Financial Implications of Parched Power: Insights from an Analysis of Indian Thermal Power Companies
Synopsis
Climate-related risks pose inevitable threats to investors and the assets in which they invest. Institutional investors have become increasingly concerned about-climate-related risks, but physical risks, which represent the direct physical impacts from climate change, are not well understood.
Water-related risks are prominent physical risks that affect a wide range of industries, including the thermal power sector. Using traditional financial analysis and econometric techniques, this paper introduces a new methodology to quantify the financial impacts of water shortages on India’s thermal power sector. The methodology leverages asset-level data from WRI’s 2018 working paper, Parched Power: Water Demands, Risks, and Opportunities for India’s Power Sector, and combines it with geospatial physical risk and corporate financial data to analyze the financial impacts of water-shortage-induced electricity generation outages at five publicly listed Indian thermal power companies from FY 2014-2017. It also uses outputs from Intergovernmental Panel on Climate Change (IPCC) climate models to project the impact of future water shortages on electricity production at the five companies.
This paper serves as a tool for investors to more effectively understand, analyze, and engage with thermal power companies on water-shortage risks.
Key Findings
- Water shortages can cause significant impacts to earnings at thermal power companies. Analyzing five Indian companies, water shortages caused electricity generation outages that resulted in quarterly impacts to earnings as high as 17.4 percent from FY 2014-2017.
- Water-shortage-induced generation outages affected a much higher percentage of power plants using more water withdrawal-intensive once-through cooling technologies than units using less water withdrawal-intensive recirculating cooling technologies.
- While baseline water stress is well suited to measure chronic water risks, drought indexes can provide more meaningful information when evaluating acute water-shortage risks.
- Forward-looking climate scenarios project significant uncertainties in India’s future water availability. Stress-testing thermal power companies’ exposures to water-related risks is essential to ensure prudent investment decisions.
- Investors need better data and disclosures to effectively measure and manage the impacts from water shortages on thermal power companies.
Executive Summary
Full executive summary available in the paper.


> _Exercise details_: Output the data word for word. Begin at its first line and end at the line with "The width and height of the screenshot is (880, 439).".

> _Records shown_:
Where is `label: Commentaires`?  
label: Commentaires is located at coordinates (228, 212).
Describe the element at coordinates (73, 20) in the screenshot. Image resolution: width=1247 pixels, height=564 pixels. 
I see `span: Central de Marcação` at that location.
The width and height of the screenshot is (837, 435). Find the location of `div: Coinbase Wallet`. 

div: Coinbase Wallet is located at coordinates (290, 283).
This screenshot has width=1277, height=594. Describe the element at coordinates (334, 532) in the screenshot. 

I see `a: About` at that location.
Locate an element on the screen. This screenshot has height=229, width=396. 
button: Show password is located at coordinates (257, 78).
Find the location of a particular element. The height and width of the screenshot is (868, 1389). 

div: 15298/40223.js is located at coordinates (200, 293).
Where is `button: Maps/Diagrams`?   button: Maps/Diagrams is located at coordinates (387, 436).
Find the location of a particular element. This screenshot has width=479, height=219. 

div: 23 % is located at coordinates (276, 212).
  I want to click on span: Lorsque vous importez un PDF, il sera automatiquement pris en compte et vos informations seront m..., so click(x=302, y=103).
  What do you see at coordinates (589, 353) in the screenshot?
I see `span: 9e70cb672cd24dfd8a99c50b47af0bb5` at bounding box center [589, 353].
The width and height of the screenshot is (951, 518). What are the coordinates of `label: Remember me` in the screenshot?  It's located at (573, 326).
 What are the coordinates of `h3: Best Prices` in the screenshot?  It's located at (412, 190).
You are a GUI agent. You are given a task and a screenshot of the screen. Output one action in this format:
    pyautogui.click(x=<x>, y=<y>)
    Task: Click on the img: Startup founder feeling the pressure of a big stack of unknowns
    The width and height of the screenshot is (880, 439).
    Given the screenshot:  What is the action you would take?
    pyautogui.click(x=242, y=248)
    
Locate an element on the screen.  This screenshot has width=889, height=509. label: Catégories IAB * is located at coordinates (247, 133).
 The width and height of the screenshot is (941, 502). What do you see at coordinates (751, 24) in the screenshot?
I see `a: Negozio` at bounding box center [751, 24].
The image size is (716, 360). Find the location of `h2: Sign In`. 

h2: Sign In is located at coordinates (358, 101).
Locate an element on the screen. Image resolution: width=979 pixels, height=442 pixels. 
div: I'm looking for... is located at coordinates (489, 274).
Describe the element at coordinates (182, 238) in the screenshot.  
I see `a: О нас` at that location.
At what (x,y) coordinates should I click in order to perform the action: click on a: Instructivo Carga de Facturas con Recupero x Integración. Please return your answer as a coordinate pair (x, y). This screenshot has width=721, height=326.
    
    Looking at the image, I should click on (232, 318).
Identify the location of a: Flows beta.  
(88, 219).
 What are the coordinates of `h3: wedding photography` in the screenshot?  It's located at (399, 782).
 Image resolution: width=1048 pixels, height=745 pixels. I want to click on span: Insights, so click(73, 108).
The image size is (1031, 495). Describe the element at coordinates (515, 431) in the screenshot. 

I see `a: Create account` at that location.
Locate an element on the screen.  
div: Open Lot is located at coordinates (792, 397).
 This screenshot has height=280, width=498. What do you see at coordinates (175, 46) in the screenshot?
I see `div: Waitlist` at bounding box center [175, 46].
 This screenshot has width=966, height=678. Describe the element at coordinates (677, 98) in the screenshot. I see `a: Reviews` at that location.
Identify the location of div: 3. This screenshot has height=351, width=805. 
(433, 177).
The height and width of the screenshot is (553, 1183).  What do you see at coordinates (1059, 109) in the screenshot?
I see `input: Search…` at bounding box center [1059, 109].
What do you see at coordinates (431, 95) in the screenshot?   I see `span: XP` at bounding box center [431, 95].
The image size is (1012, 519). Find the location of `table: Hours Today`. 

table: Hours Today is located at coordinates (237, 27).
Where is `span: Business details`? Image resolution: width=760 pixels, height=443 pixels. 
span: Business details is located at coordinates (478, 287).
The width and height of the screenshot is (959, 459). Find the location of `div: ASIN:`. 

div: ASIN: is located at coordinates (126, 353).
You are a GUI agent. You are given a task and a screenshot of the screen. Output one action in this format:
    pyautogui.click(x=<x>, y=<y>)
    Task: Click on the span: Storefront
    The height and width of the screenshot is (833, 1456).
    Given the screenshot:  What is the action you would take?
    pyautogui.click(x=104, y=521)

> _Task output_:
Where is `label: Commentaires`?  
label: Commentaires is located at coordinates (228, 212).
Describe the element at coordinates (73, 20) in the screenshot. Image resolution: width=1247 pixels, height=564 pixels. 
I see `span: Central de Marcação` at that location.
The width and height of the screenshot is (837, 435). Find the location of `div: Coinbase Wallet`. 

div: Coinbase Wallet is located at coordinates (290, 283).
This screenshot has width=1277, height=594. Describe the element at coordinates (334, 532) in the screenshot. 

I see `a: About` at that location.
Locate an element on the screen. This screenshot has height=229, width=396. 
button: Show password is located at coordinates (257, 78).
Find the location of a particular element. The height and width of the screenshot is (868, 1389). 

div: 15298/40223.js is located at coordinates (200, 293).
Where is `button: Maps/Diagrams`?   button: Maps/Diagrams is located at coordinates (387, 436).
Find the location of a particular element. This screenshot has width=479, height=219. 

div: 23 % is located at coordinates (276, 212).
  I want to click on span: Lorsque vous importez un PDF, il sera automatiquement pris en compte et vos informations seront m..., so click(x=302, y=103).
  What do you see at coordinates (589, 353) in the screenshot?
I see `span: 9e70cb672cd24dfd8a99c50b47af0bb5` at bounding box center [589, 353].
The width and height of the screenshot is (951, 518). What are the coordinates of `label: Remember me` in the screenshot?  It's located at (573, 326).
 What are the coordinates of `h3: Best Prices` in the screenshot?  It's located at (412, 190).
You are a GUI agent. You are given a task and a screenshot of the screen. Output one action in this format:
    pyautogui.click(x=<x>, y=<y>)
    Task: Click on the img: Startup founder feeling the pressure of a big stack of unknowns
    The width and height of the screenshot is (880, 439).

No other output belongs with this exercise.